**Directions**. Below are records; print only the lines from the line containing "Image resolution: width=1507" to the end, both included, reproduced exactly and without the pictures.

**Extracted entries**.
==========

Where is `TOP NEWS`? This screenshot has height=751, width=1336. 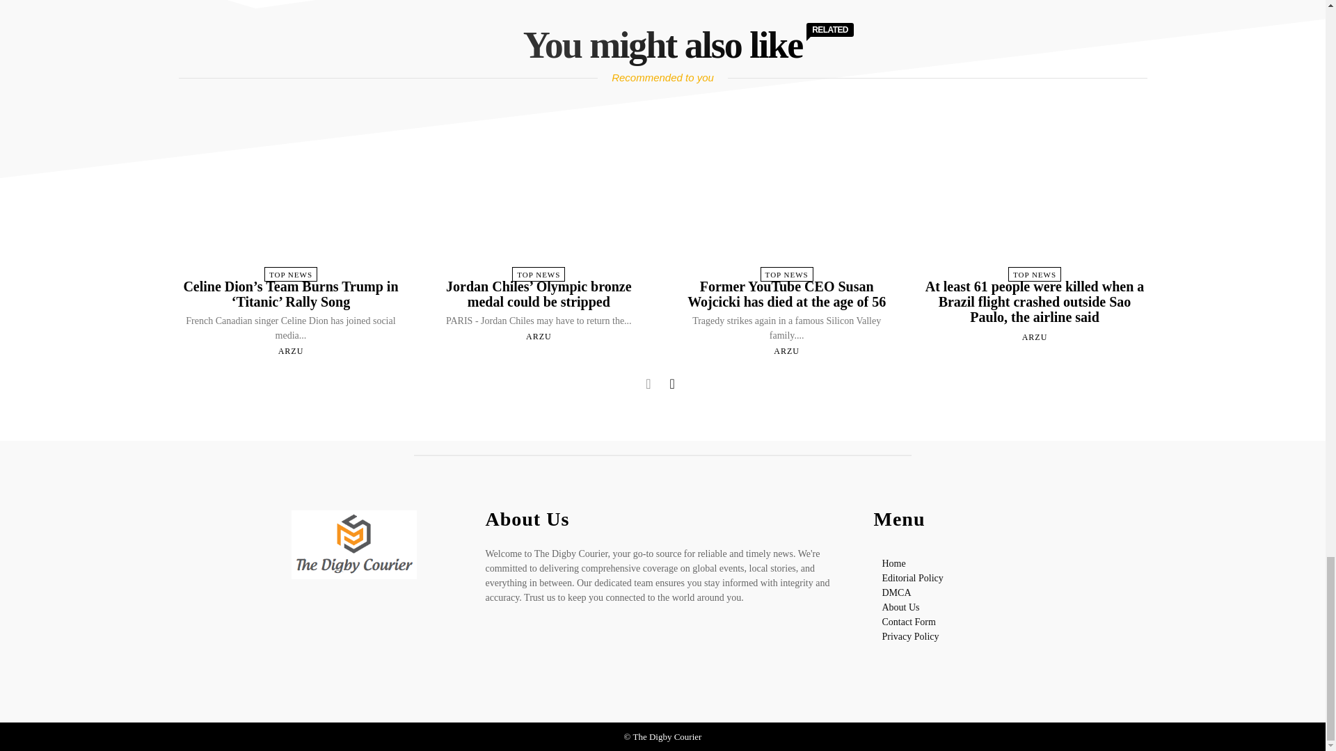 TOP NEWS is located at coordinates (291, 274).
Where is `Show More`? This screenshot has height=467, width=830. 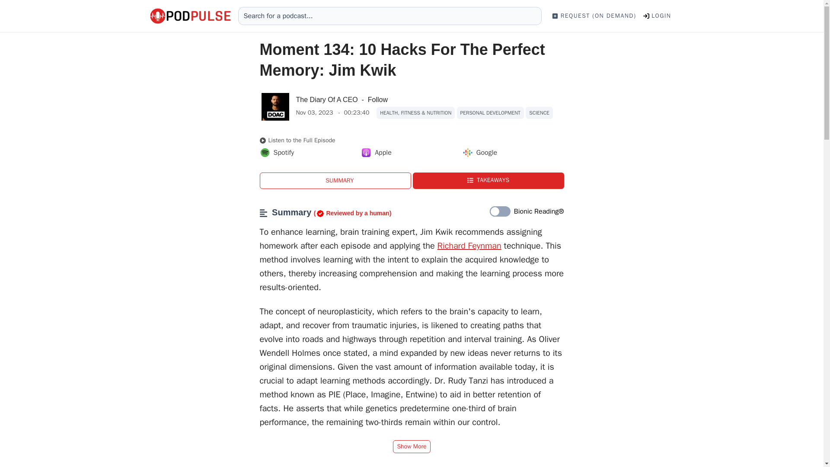 Show More is located at coordinates (411, 446).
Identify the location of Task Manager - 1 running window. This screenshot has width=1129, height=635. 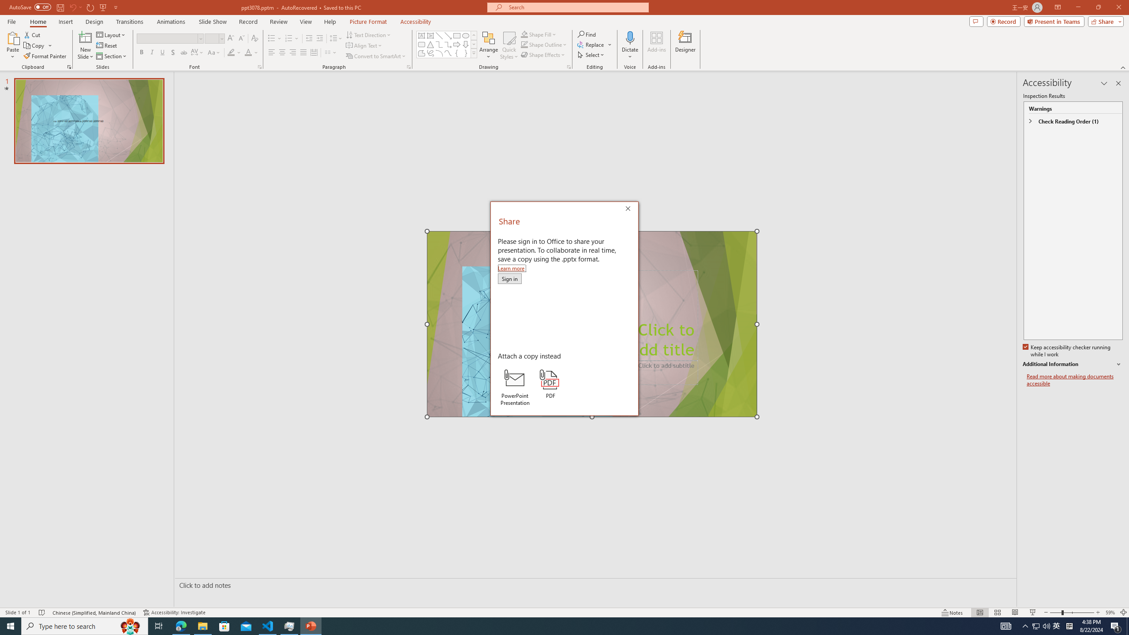
(289, 626).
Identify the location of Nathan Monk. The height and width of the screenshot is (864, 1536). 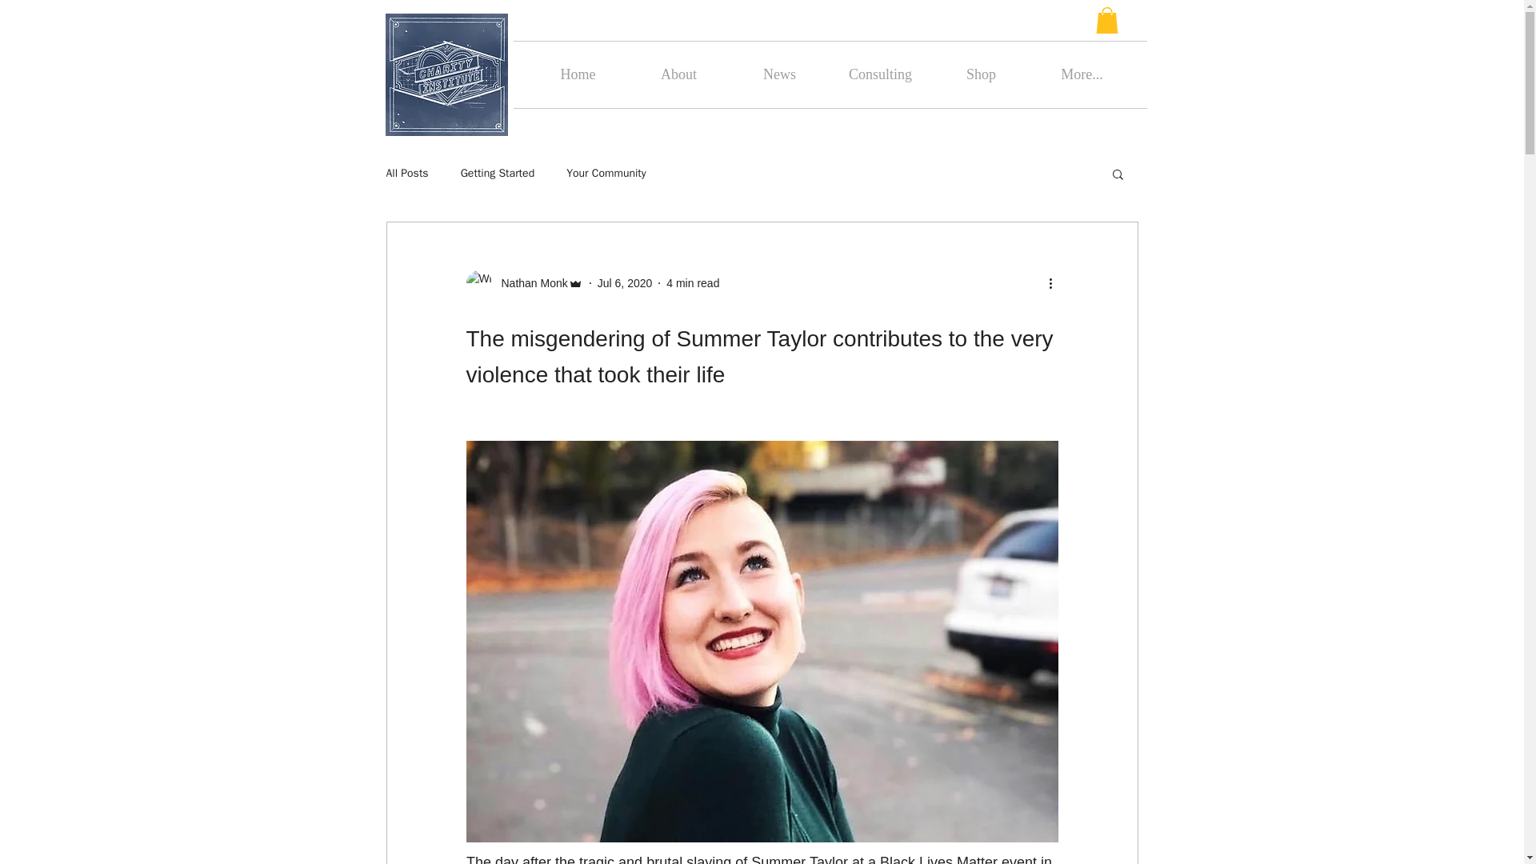
(529, 283).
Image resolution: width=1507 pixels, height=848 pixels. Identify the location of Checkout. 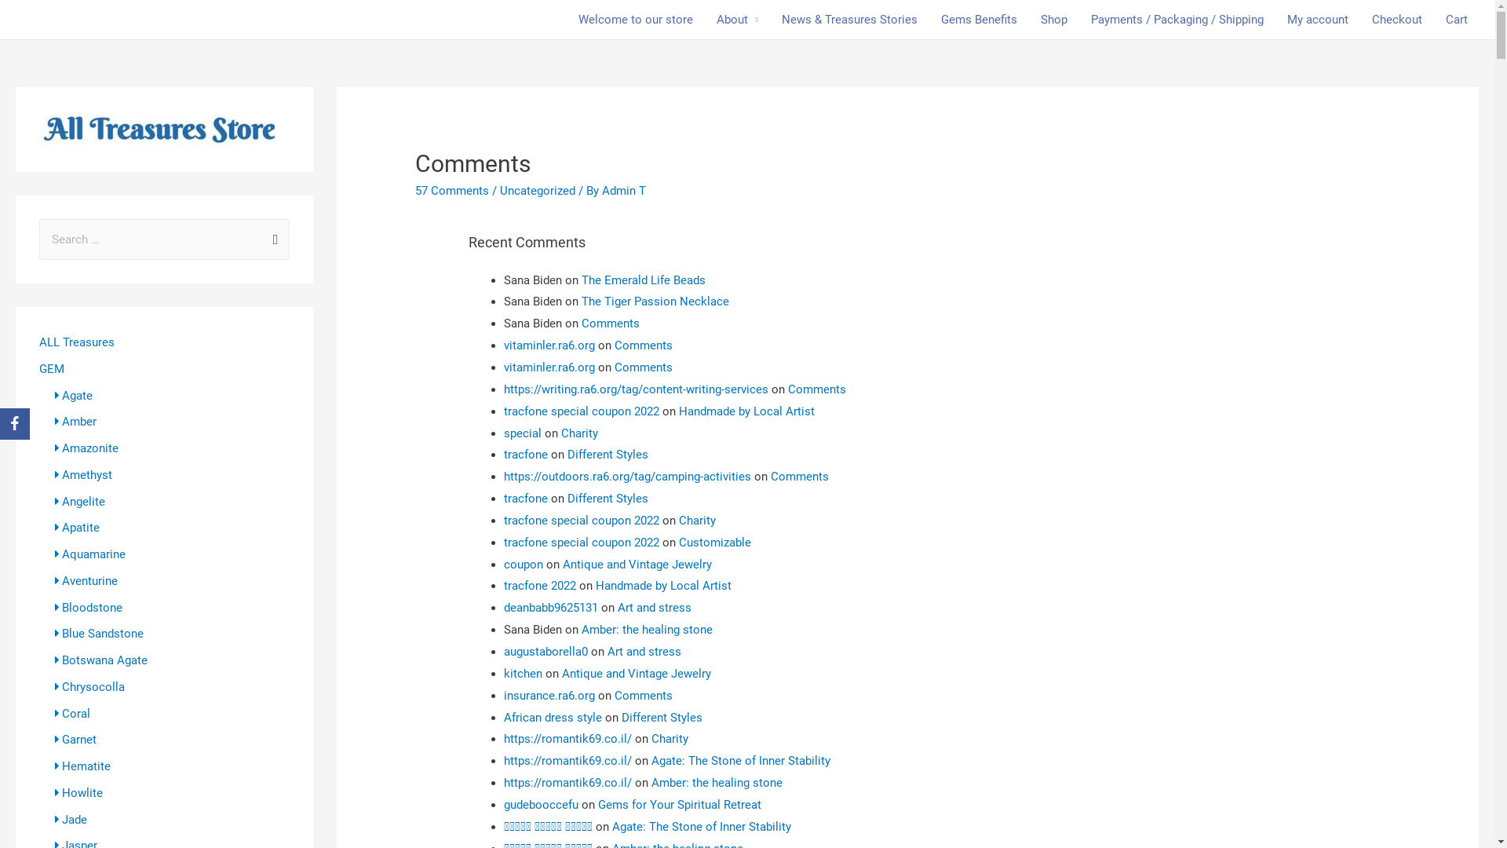
(1397, 20).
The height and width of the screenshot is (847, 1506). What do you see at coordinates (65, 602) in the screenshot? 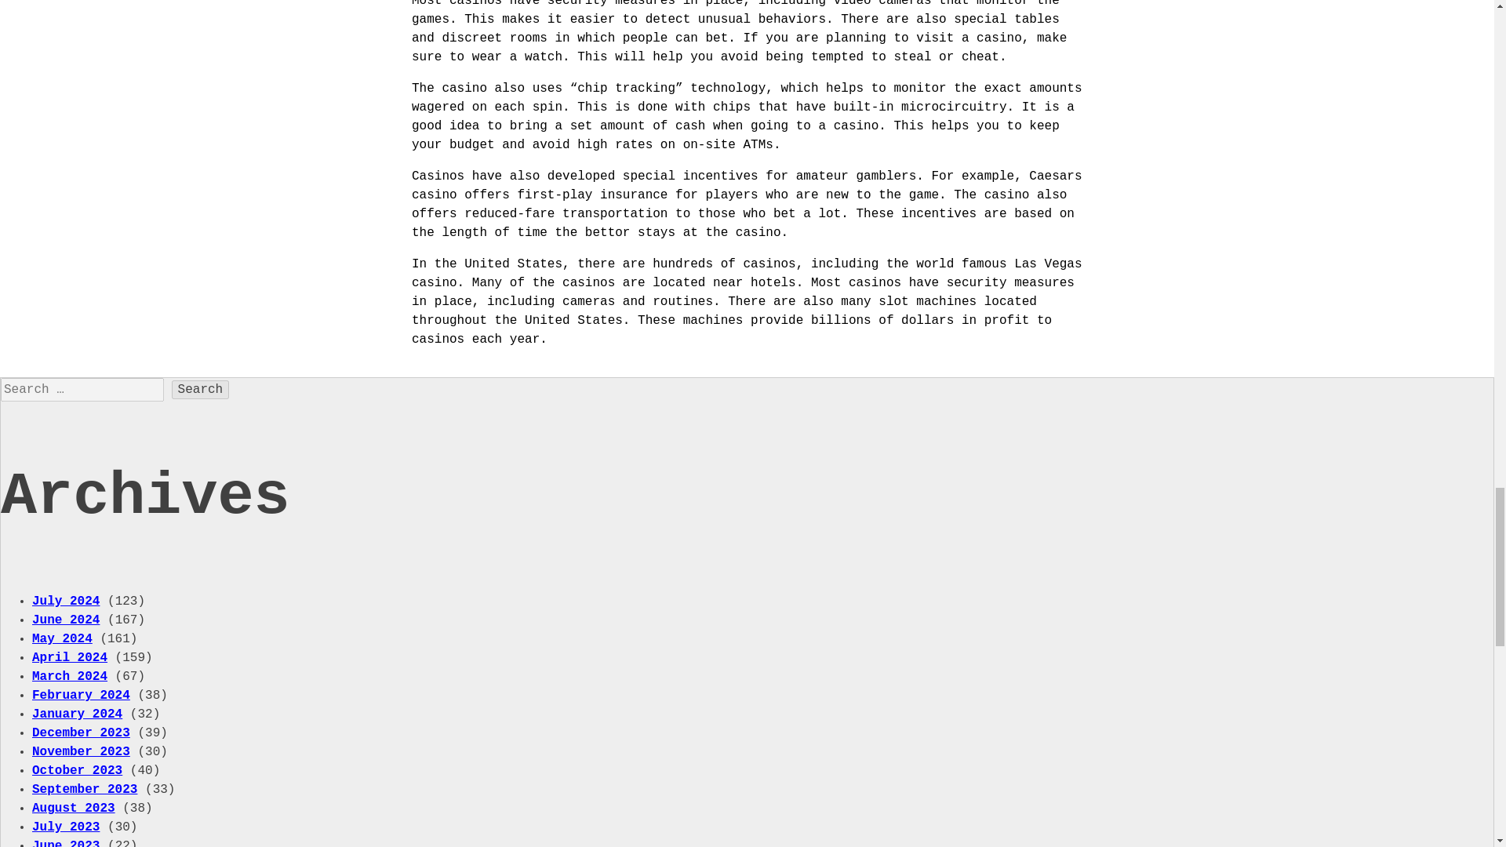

==========

**Completed exercise**.
Image resolution: width=1507 pixels, height=848 pixels. Identify the location of Checkout. 
(1397, 20).
The height and width of the screenshot is (847, 1506). What do you see at coordinates (65, 602) in the screenshot? 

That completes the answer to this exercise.